Covid, injustice, climate change: Boris Johnson must do more to crack the crises

© UK Parliament/Jessica Taylor

When President Biden comes to Britain, it’s up to the Prime Minister to make sure he sees a country he can do business with. As the new President told the world in his inauguration address: any one of the “cascading crises” that the world now faces “would be enough to challenge us in profound ways. But the fact that we face them all at once, presents this nation with the gravest of responsibilities”. Yet we cannot, and should not, expect America to save the world. As the 2021 President of the G7, Boris Johnson will have to do more, in the words of a new campaign launching today, to “crack the crises” and bring all the other countries behind a shared plan to tackle Covid, injustice and climate change.

Without global leadership, the G7 has been paralysed since 2018. With Donald Trump signing up to a communique at the end of the Vancouver summit, only to trash the agreement on Twitter on the flight back to Washington, the writing was on the wall. The following G7 summit in Biarritz didn’t even have a communique for leaders to sign up to, and the one due in Camp David was cancelled by the host: Donald Trump.

So when Biden comes to Britain, and the eyes of the world alight on Carbis Bay in Cornwall in June, the stakes could not be higher. With half of the economies of the world in recession and the IMF describing the economic impact of Covid as the worst since the Great Depression of the 1930s, global growth this year will inevitably be driven by China and India. We need both to kick-start the global economy in the same way the G20 London Summit did in 2009 and tackle global poverty as the United Kingdom did by meeting the UN’s 0.7% aid commitment at the G7 summit in Lough Erne in 2013.

With the World Bank predicting that 150 million people have been pushed back into poverty since the start of the crisis and will be living on less than £1.50 per day, now is not the time to cut aid and turn our backs to the world. The secondary impacts of Covid are hitting the poorest hardest, both at home and abroad. The role of leadership is to put first those who have fallen furthest behind.

New polling released by the Crack the Crises campaign today shows that this is not just our view as former ministers, but that of the majority of the British public too. 57% of people think governments should keep their promises even if it’s hard to do, or circumstances change. Only 27% oppose this. Meanwhile, majorities see Covid, injustice and climate change as issues that can only be tackled through global cooperation, not by each country going it alone.

It isn’t hard to see what is driving this new spirit of solidarity. From applauding NHS frontline workers, while rejecting anti-vax disinformation and vaccine nationalism, to standing for racial justice and demanding a just transition to net zero, we have all had a year during which we have had to act local but also think global. For this was the year that Britain answered the call of a 23-year-old footballer and a 100-year-old veteran. Amid the tragedy and the horror, of both the pandemic and the recession, Britain has found a new hope.

This new hope has brought together organisations representing more than 10 million people across the UK, uniting to demand concerted action on Covid, climate change and help for struggling communities at home and abroad. The new coalition, ‘Crack the Crises’, is calling on the UK government to demonstrate leadership on the global stage. The coalition unites nature, development, climate change and UK social justice groups with a shared strategy: urging a just and green recovery. Members range from 100-year-old global organisations to local start-ups.

Of the crises that President Biden listed in his inaugural address, the one we have the most optimism about is “America’s role in the world”. The others – “a raging virus, growing inequality, the sting of systemic racism, a climate in crisis” – will require a global response. His call to the citizens of his own country is a rallying call to the citizens of every country: “Will we rise to this occasion? Will we meet our obligations and pass along a new and better world for our children?”. The answer starts in Carbis Bay, in Cornwall, England. But it also must run through the COP climate summit, in Glasgow, Scotland. The eyes of the world are on the UK and the only way to Crack the Crises is with a unity of purpose that we must rediscover again.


While you copy the lines below, skip the pictures and keep the rest exact.

--- Material for this exercise Enclosed Below ---

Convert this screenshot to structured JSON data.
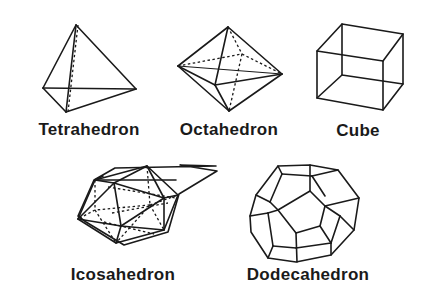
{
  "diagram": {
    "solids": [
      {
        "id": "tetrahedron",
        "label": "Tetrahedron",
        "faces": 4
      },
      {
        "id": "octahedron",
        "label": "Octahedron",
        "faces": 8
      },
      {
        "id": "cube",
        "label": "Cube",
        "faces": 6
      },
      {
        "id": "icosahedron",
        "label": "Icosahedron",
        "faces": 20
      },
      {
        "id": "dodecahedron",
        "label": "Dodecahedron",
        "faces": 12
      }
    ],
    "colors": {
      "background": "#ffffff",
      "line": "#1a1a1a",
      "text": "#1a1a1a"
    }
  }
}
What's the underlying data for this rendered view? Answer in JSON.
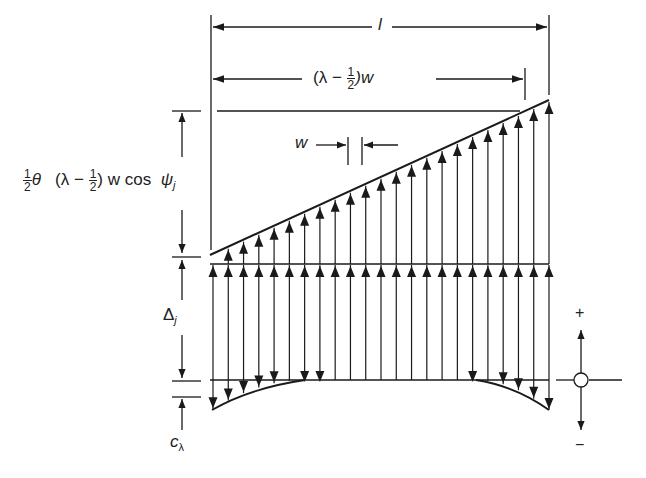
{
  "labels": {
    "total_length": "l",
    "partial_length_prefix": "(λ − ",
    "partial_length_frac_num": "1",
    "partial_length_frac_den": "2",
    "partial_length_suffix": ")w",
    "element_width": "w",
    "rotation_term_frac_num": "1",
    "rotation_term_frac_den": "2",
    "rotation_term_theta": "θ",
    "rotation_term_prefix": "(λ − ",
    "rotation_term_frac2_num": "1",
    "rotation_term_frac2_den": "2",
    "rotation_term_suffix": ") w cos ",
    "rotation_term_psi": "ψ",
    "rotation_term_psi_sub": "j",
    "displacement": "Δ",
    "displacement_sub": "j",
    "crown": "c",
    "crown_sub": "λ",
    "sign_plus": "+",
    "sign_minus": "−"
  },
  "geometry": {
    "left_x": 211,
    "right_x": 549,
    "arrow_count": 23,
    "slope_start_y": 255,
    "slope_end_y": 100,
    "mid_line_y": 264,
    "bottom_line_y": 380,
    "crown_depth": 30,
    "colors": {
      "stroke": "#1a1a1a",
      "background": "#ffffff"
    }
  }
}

--- End of Enclosed Material for this exercise ---

### Exercise solution
Convert this screenshot to structured JSON data.
{
  "diagram": {
    "solids": [
      {
        "id": "tetrahedron",
        "label": "Tetrahedron",
        "faces": 4
      },
      {
        "id": "octahedron",
        "label": "Octahedron",
        "faces": 8
      },
      {
        "id": "cube",
        "label": "Cube",
        "faces": 6
      },
      {
        "id": "icosahedron",
        "label": "Icosahedron",
        "faces": 20
      },
      {
        "id": "dodecahedron",
        "label": "Dodecahedron",
        "faces": 12
      }
    ],
    "colors": {
      "background": "#ffffff",
      "line": "#1a1a1a",
      "text": "#1a1a1a"
    }
  }
}
What's the underlying data for this rendered view? Answer in JSON.
{
  "labels": {
    "total_length": "l",
    "partial_length_prefix": "(λ − ",
    "partial_length_frac_num": "1",
    "partial_length_frac_den": "2",
    "partial_length_suffix": ")w",
    "element_width": "w",
    "rotation_term_frac_num": "1",
    "rotation_term_frac_den": "2",
    "rotation_term_theta": "θ",
    "rotation_term_prefix": "(λ − ",
    "rotation_term_frac2_num": "1",
    "rotation_term_frac2_den": "2",
    "rotation_term_suffix": ") w cos ",
    "rotation_term_psi": "ψ",
    "rotation_term_psi_sub": "j",
    "displacement": "Δ",
    "displacement_sub": "j",
    "crown": "c",
    "crown_sub": "λ",
    "sign_plus": "+",
    "sign_minus": "−"
  },
  "geometry": {
    "left_x": 211,
    "right_x": 549,
    "arrow_count": 23,
    "slope_start_y": 255,
    "slope_end_y": 100,
    "mid_line_y": 264,
    "bottom_line_y": 380,
    "crown_depth": 30,
    "colors": {
      "stroke": "#1a1a1a",
      "background": "#ffffff"
    }
  }
}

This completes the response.